SKU: MN.10-999
UPC: 688670109997.
Fanta sy on How Great Our Joy received its premiere at the London Winter Festival of Sound 2022 in London, England at the Croydon SDA Church by composer and organist, Professor Janise White. This organ work represents an exhilarating work of joy and adoration to our Saviour, Lord and King. As a clarion call for Christmas, soft flutes carry the melody over a dreamy pentatonic configuration with a drone in the pedals. Staccato trumpets exhibit the joy chordal motif, repeating and swelling to a joyous cadenza on the pedals in toccata style. This jubilant moment continues to intensify as syncopated harmonies join the final verse in elongation on 32' pedals to its majestic close.
SKU: SU.80101420
Sonatina No. 5 (2018) for organ is dedicated to Brenda Portman. The first movement, Fanfare, employs bright, polymodal harmonies. The second movement, Prayer, has a quiet, litany-like character. The third movement, Toccata, is joyous and festive in mood: alternating between a bright fanfare-like idea and buoyant, dancing music. Instrumentation: Organ Duration: 15'30 Composed: 2018 Published by: Zimbel Press.
SKU: PO.PE014
ISBN 9781877218149.
Idea l for pianists looking for a work heavy in bravura, Sepuluh Jari is an exhilarating toccata incorporating non-Western styles. Drawing on the Indian saraswati scale and Balinese pelog scale for its harmonic material, Farr creates cascading scalar passages that eventually arrive at joyous declamatory moments. Its challenging passages require swift finger work, with insistent pulsed material is interspersed with elastic rushes of energy and brief snatches of stillness and reflection.
SKU: PR.110406720
UPC: 680160001316.
I have always been fond of writing works for specific people or organizations. It has been my good fortune during most of my creative career to be asked to compose for many extraordinary performers. The Sonata for Harpsichord Solo is such a case in point: it was written in 1982 for Barbara Harbach, a superb performer, close friend, and collaborator on many musical projects. The Sonata was premiered on March 2, 1984, in a recital given by Dr. Harbach at Nazareth College in Rochester, New York. During my formative years as a composer, one seldom heard of the harpsichord as a modern instrument, though while I attended undergraduate school at Boston University, some of us banded together to construct a small harpsichord from one of the first do-it-yourself kits which began to appear in the late '40s. It was also during this time that I heard the Sonatina for Violin and Harpsichord by my teacher Walter Piston and consequently specified that the accompanying instrument for my second violin sonata could either be a piano or a harpsichord. It was not until recently, however, that my interest in the harpsichord as a solo instrument for new music was aroused. This was because of the emergence of so many young virtuosi, such as Barbara Harbach, who are interested in the performance of new music besides the great harpsichord music of the Classical, Baroque, and pre-Baroque eras. The keyboard music of Domenico Scarlatti has always intrigued and fascinated me. The brevity, excitement, and clarity of this sparkling music is charming as well as exhilarating. It is this type of Baroque sonata that inspired the conception and form of my harpsichord sonata. The entire work is loosely based on the musical translation of Barabara Harbach's name, especially the conflict of the B (B-flat) and H (B-natural in German notation). This secondo rub or dissonance especially pervades the first movement, which is in a modified sonata form, pitting jagged and tense melodic elements against most lyrical and smooth lines. This second movement is a song-like melody accompanied by rolled chords which may be played on the lute stop of the instrument if this sonata is performed on a two-manual harpsichord. The final movement is an ever-driving joyous toccata which brings the work to an exciting close with a coda made up of accelerating repeated chords. --Samuel Adler.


Collect every line in the records below that contains the word "arrow".

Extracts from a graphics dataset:
*** Begin section ***

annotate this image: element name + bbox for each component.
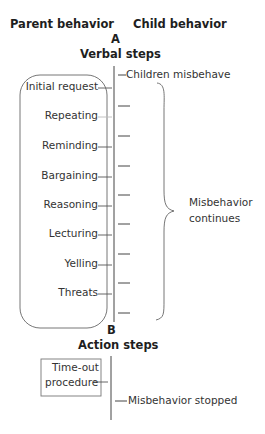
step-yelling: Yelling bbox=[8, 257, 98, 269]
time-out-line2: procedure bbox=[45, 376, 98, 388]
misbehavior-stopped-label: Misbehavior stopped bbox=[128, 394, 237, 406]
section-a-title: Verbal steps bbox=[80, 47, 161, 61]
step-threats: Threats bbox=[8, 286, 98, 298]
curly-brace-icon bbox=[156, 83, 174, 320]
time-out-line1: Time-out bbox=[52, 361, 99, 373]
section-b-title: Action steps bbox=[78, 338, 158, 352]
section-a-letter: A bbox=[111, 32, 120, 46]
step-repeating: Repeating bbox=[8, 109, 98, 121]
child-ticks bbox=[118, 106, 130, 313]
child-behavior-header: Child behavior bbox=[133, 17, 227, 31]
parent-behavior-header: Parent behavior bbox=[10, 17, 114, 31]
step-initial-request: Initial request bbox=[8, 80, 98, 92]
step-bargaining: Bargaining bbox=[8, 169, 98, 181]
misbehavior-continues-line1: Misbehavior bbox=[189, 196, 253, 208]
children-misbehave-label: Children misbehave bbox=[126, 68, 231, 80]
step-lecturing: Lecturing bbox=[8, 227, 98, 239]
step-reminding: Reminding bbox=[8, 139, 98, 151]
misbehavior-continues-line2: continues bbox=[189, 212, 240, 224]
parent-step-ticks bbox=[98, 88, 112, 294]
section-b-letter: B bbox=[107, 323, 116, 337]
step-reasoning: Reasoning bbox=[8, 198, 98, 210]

*** End section ***
*** Begin section ***

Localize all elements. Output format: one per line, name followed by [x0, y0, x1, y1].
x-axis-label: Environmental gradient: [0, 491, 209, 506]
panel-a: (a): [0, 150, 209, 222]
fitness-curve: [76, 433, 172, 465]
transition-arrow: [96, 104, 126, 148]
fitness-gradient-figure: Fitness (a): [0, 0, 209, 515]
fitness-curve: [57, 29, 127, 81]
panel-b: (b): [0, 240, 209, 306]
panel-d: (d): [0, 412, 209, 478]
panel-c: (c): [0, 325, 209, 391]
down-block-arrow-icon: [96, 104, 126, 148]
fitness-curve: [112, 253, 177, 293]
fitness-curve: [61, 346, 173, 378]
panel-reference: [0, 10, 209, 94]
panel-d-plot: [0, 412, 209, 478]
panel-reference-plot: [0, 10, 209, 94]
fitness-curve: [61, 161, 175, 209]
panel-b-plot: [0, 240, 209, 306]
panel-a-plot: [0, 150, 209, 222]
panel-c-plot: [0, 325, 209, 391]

*** End section ***

### Answer to this task
transition-arrow: [96, 104, 126, 148]
down-block-arrow-icon: [96, 104, 126, 148]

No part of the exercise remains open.